It is very tempting to blame others for things going wrong in your life, even personal habits you dislike or your own dysfunctional thought patterns.

However, if you rely on blaming others for your own current emotional and mental issues, you are doing yourself a disservice in a multitude of ways. Here’s why blaming others can sabotage your ability to be happy.

1. Blame keeps you in a negative headspace

Focusing on what others are doing “wrong” keeps you in a negative, pessimistic frame of mind. Instead of looking for solutions, you are lingering on problems. Instead of recognizing what people are doing well, you are looking at their flaws.

In the first example above, the woman is blaming her husband for her own lack of a social life, which makes her see him in a fairly negative and uncharitable way. You can see how this would contribute to feelings of depression and marital discord. If she blames her husband openly for his introversion, he likely will feel attacked and attack her back, which will lead to marital issues both short and long term.

2. Blame stops you from looking at your own contribution to issues

As long as others are “the problem,” you don’t have to do the challenging, but ultimately rewarding, work of examining your own behavior. Your thought patterns and expectations influence the things in your life that you wish were different.

For instance, the parent in the second example above could be exploring ways to work with her kids on improving their behavior, or exploring why it may be familiar or easy for her to limit her socializing. As long as she characterizes the kids as the problem, though, she doesn’t need to do any of this deeper introspection, which would likely be very useful in moving her out of this stuck place.

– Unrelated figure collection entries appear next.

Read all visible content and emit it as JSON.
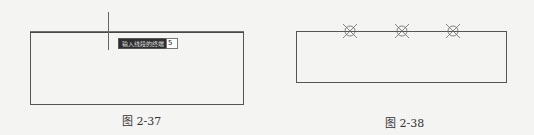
{
  "figures": [
    {
      "caption": "图 2-37",
      "tooltip": {
        "prompt": "输入线段的终端",
        "input_value": "5"
      }
    },
    {
      "caption": "图 2-38",
      "lamps": [
        {
          "cx": 350
        },
        {
          "cx": 402
        },
        {
          "cx": 453
        }
      ]
    }
  ]
}
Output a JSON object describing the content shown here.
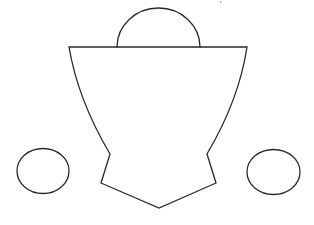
{
  "diagram": {
    "stroke_color": "#2a2a2a",
    "background": "#ffffff",
    "shapes": {
      "dome": {
        "type": "semicircle",
        "cx": 158.5,
        "cy": 47,
        "rx": 41.5,
        "ry": 39
      },
      "top_bar": {
        "type": "line",
        "x1": 69,
        "y1": 47,
        "x2": 247,
        "y2": 47
      },
      "cup_body": {
        "type": "path",
        "points": {
          "top_left": [
            69,
            47
          ],
          "waist_left": [
            110,
            154
          ],
          "notch_left": [
            101,
            183
          ],
          "bottom": [
            159,
            208
          ],
          "notch_right": [
            216,
            183
          ],
          "waist_right": [
            207,
            154
          ],
          "top_right": [
            247,
            47
          ]
        }
      },
      "left_oval": {
        "type": "ellipse",
        "cx": 43,
        "cy": 171,
        "rx": 26,
        "ry": 22.5
      },
      "right_oval": {
        "type": "ellipse",
        "cx": 273.5,
        "cy": 172,
        "rx": 26.5,
        "ry": 22.5
      }
    }
  }
}
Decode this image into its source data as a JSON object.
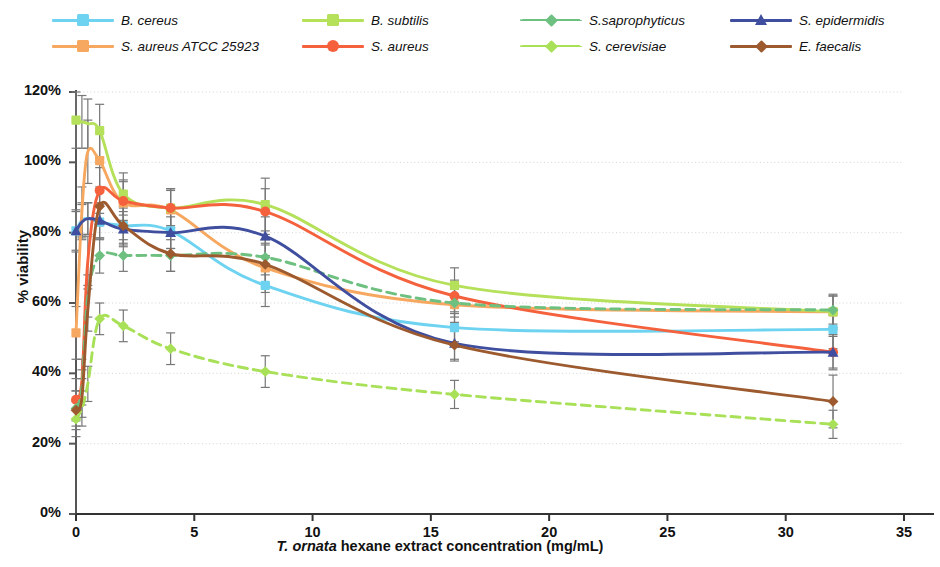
{
  "chart_data": {
    "type": "line",
    "title": "",
    "xlabel": "T. ornata hexane extract concentration (mg/mL)",
    "xlabel_italic_part": "T. ornata",
    "xlabel_rest": " hexane extract concentration (mg/mL)",
    "ylabel": "% viability",
    "xlim": [
      0,
      35
    ],
    "ylim": [
      0,
      120
    ],
    "xticks": [
      0,
      5,
      10,
      15,
      20,
      25,
      30,
      35
    ],
    "xtick_labels": [
      "0",
      "5",
      "10",
      "15",
      "20",
      "25",
      "30",
      "35"
    ],
    "yticks": [
      0,
      20,
      40,
      60,
      80,
      100,
      120
    ],
    "ytick_labels": [
      "0%",
      "20%",
      "40%",
      "60%",
      "80%",
      "100%",
      "120%"
    ],
    "grid": "horizontal-dotted",
    "legend_position": "top",
    "x": [
      0,
      0.25,
      0.5,
      1,
      2,
      4,
      8,
      16,
      32
    ],
    "series": [
      {
        "name": "B. cereus",
        "color": "#6DD3F0",
        "marker": "square",
        "linestyle": "solid",
        "values": [
          80.5,
          83.5,
          84.0,
          83.0,
          82.0,
          80.5,
          65.0,
          53.0,
          52.5
        ],
        "errors": [
          6.0,
          5.0,
          4.5,
          5.0,
          5.5,
          5.0,
          6.0,
          4.0,
          5.5
        ]
      },
      {
        "name": "S. aureus ATCC 25923",
        "color": "#F7A860",
        "marker": "square",
        "linestyle": "solid",
        "values": [
          51.5,
          86.0,
          103.0,
          100.5,
          88.5,
          86.5,
          70.0,
          59.5,
          57.5
        ],
        "errors": [
          7.5,
          7.0,
          9.0,
          8.0,
          6.5,
          6.0,
          7.0,
          5.0,
          5.0
        ]
      },
      {
        "name": "B. subtilis",
        "color": "#B5E05A",
        "marker": "square",
        "linestyle": "solid",
        "values": [
          112.0,
          111.5,
          111.0,
          109.0,
          91.0,
          87.0,
          88.0,
          65.0,
          57.5
        ],
        "errors": [
          8.0,
          7.5,
          7.0,
          7.5,
          6.0,
          5.5,
          7.5,
          5.0,
          4.5
        ]
      },
      {
        "name": "S. aureus",
        "color": "#F4613C",
        "marker": "circle",
        "linestyle": "solid",
        "values": [
          32.5,
          38.0,
          72.0,
          92.0,
          89.0,
          87.0,
          86.0,
          62.0,
          46.0
        ],
        "errors": [
          6.0,
          6.0,
          7.0,
          6.5,
          5.5,
          5.0,
          6.5,
          4.5,
          5.0
        ]
      },
      {
        "name": "S.saprophyticus",
        "color": "#6DC080",
        "marker": "diamond",
        "linestyle": "dashed",
        "values": [
          30.0,
          36.0,
          62.0,
          73.5,
          73.5,
          73.5,
          73.0,
          60.0,
          58.0
        ],
        "errors": [
          5.0,
          5.0,
          6.0,
          5.0,
          4.5,
          4.5,
          5.0,
          4.0,
          4.0
        ]
      },
      {
        "name": "S. cerevisiae",
        "color": "#A8E057",
        "marker": "diamond",
        "linestyle": "dashed",
        "values": [
          27.0,
          30.0,
          37.0,
          55.5,
          53.5,
          47.0,
          40.5,
          34.0,
          25.5
        ],
        "errors": [
          5.0,
          5.0,
          5.0,
          4.5,
          4.5,
          4.5,
          4.5,
          4.0,
          4.0
        ]
      },
      {
        "name": "S. epidermidis",
        "color": "#3F4E9E",
        "marker": "triangle",
        "linestyle": "solid",
        "values": [
          80.5,
          83.0,
          84.0,
          83.5,
          81.0,
          80.0,
          79.0,
          48.5,
          46.0
        ],
        "errors": [
          5.5,
          5.0,
          4.5,
          5.0,
          5.0,
          4.5,
          5.5,
          4.5,
          4.5
        ]
      },
      {
        "name": "E. faecalis",
        "color": "#9C5A2E",
        "marker": "diamond",
        "linestyle": "solid",
        "values": [
          29.5,
          33.0,
          58.0,
          87.5,
          82.0,
          74.0,
          71.0,
          48.0,
          32.0
        ],
        "errors": [
          5.5,
          5.5,
          6.0,
          5.5,
          5.0,
          5.0,
          5.5,
          4.5,
          7.5
        ]
      }
    ]
  },
  "legend": {
    "items": [
      {
        "label": "B. cereus",
        "color": "#6DD3F0",
        "marker": "square",
        "linestyle": "solid",
        "row": 0,
        "col": 0
      },
      {
        "label": "S. aureus ATCC 25923",
        "color": "#F7A860",
        "marker": "square",
        "linestyle": "solid",
        "row": 1,
        "col": 0
      },
      {
        "label": "B. subtilis",
        "color": "#B5E05A",
        "marker": "square",
        "linestyle": "solid",
        "row": 0,
        "col": 1
      },
      {
        "label": "S. aureus",
        "color": "#F4613C",
        "marker": "circle",
        "linestyle": "solid",
        "row": 1,
        "col": 1
      },
      {
        "label": "S.saprophyticus",
        "color": "#6DC080",
        "marker": "diamond",
        "linestyle": "dashed",
        "row": 0,
        "col": 2
      },
      {
        "label": "S. cerevisiae",
        "color": "#A8E057",
        "marker": "diamond",
        "linestyle": "dashed",
        "row": 1,
        "col": 2
      },
      {
        "label": "S. epidermidis",
        "color": "#3F4E9E",
        "marker": "triangle",
        "linestyle": "solid",
        "row": 0,
        "col": 3
      },
      {
        "label": "E. faecalis",
        "color": "#9C5A2E",
        "marker": "diamond",
        "linestyle": "solid",
        "row": 1,
        "col": 3
      }
    ]
  },
  "style": {
    "axis_color": "#555555",
    "grid_color": "#cfcfcf",
    "errorbar_color": "#777777",
    "background": "#ffffff"
  }
}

3. Blame keeps you tethered to the past

Instead of looking for ways that you can work on negative behavior patterns, blame allows you to stay mired in the past.

In the last example above, thinking about your dad’s impact on how your relationship functions may be useful. But continuing to actively blame him may prevent you from digging deep into what’s causing your unfulfilling intimate relationships.

It Helps to Talk Through Blame

Of course, this in no way means you should ignore or minimize the ways that others impact you. It is extraordinarily useful to discuss your relationships — past and present — with a therapist, or to introspect about them on your own.

However, it is essential to move from a “blame” stance to an “understanding” stance, which can give you the mental and emotional space you need to get out of old patterns and move forward in more flexible and liberating ways.

Talkspace articles are written by experienced mental health-wellness contributors; they are grounded in scientific research and evidence-based practices. Articles are extensively reviewed by our team of clinical experts (therapists and psychiatrists of various specialties) to ensure content is accurate and on par with current industry standards.

Our goal at Talkspace is to provide the most up-to-date, valuable, and objective information on mental health-related topics in order to help readers make informed decisions.

Articles contain trusted third-party sources that are either directly linked to in the text or listed at the bottom to take readers directly to the source.